It is understood that their respective examinations will throw new light upon the subject in controversy and serve to remove any erroneous impressions which may have been made elsewhere prejudicial to the rights of the United States. It was, among other reasons, with a view of preventing the embarrassments which in our peculiar system of government impede and complicate negotiations involving the territorial rights of a State that I thought it my duty, as you have been informed on a previous occasion, to propose to the British Government, through its minister at Washington, that early steps should be taken to adjust the points of difference on the line of boundary from the entrance of Lake Superior to the most northwestern point of the Lake of the Woods by the arbitration of a friendly power in conformity with the seventh article of the treaty of Ghent. No answer has yet been returned by the British Government to this proposition.
With Austria, France, Prussia, Russia, and the remaining powers of Europe I am happy to inform you our relations continue to be of the most friendly character. With Belgium a treaty of commerce and navigation, based upon liberal principles of reciprocity and equality, was concluded in March last, and, having been ratified by the Belgian Government, will be duly laid before the Senate. It is a subject of congratulation that it provides for the satisfactory adjustment of a long-standing question of controversy, thus removing the only obstacle which could obstruct the friendly and mutually advantageous intercourse between the two nations. A messenger has been dispatched with the Hanoverian treaty to Berlin, where, according to stipulation, the ratifications are to be exchanged. I am happy to announce to you that after many delays and difficulties a treaty of commerce and navigation between the United States and Portugal was concluded and signed at Lisbon on the 26th of August last by the plenipotentiaries of the two Governments. Its stipulations are founded upon those principles of mutual liberality and advantage which the United States have always sought to make the basis of their intercourse with foreign powers, and it is hoped they will tend to foster and strengthen the commercial intercourse of the two countries.
Under the appropriation of the last session of Congress an agent has been sent to Germany for the purpose of promoting the interests of our tobacco trade.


- ACTION ITEM
Please retype every entry below, keeping it exactly the same.

- EXTRACTED RECORDS
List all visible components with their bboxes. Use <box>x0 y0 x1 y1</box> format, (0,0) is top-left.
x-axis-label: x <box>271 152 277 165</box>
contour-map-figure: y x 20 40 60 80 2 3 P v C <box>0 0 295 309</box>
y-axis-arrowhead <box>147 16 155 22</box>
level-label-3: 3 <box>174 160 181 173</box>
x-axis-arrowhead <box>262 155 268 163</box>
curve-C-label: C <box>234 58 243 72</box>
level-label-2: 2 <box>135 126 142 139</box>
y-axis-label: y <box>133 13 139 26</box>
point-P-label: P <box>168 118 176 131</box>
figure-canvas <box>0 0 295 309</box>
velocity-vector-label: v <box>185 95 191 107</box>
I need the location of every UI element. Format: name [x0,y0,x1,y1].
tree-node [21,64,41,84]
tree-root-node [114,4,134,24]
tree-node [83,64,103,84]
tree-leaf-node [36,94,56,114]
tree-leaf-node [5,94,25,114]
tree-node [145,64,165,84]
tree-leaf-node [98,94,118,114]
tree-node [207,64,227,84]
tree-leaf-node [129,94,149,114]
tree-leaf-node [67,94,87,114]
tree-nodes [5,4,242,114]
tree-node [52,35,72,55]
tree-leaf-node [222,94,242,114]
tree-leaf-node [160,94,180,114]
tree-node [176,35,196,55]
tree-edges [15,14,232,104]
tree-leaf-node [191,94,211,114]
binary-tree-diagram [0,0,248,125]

- EXERCISE RESULT
List all visible components with their bboxes. Use <box>x0 y0 x1 y1</box> format, (0,0) is top-left.
x-axis-label: x <box>271 152 277 165</box>
contour-map-figure: y x 20 40 60 80 2 3 P v C <box>0 0 295 309</box>
y-axis-arrowhead <box>147 16 155 22</box>
level-label-3: 3 <box>174 160 181 173</box>
x-axis-arrowhead <box>262 155 268 163</box>
curve-C-label: C <box>234 58 243 72</box>
level-label-2: 2 <box>135 126 142 139</box>
y-axis-label: y <box>133 13 139 26</box>
point-P-label: P <box>168 118 176 131</box>
figure-canvas <box>0 0 295 309</box>
velocity-vector-label: v <box>185 95 191 107</box>
I need the location of every UI element. Format: name [x0,y0,x1,y1].
tree-node [21,64,41,84]
tree-root-node [114,4,134,24]
tree-node [83,64,103,84]
tree-leaf-node [36,94,56,114]
tree-leaf-node [5,94,25,114]
tree-node [145,64,165,84]
tree-leaf-node [98,94,118,114]
tree-node [207,64,227,84]
tree-leaf-node [129,94,149,114]
tree-leaf-node [67,94,87,114]
tree-nodes [5,4,242,114]
tree-node [52,35,72,55]
tree-leaf-node [222,94,242,114]
tree-leaf-node [160,94,180,114]
tree-node [176,35,196,55]
tree-edges [15,14,232,104]
tree-leaf-node [191,94,211,114]
binary-tree-diagram [0,0,248,125]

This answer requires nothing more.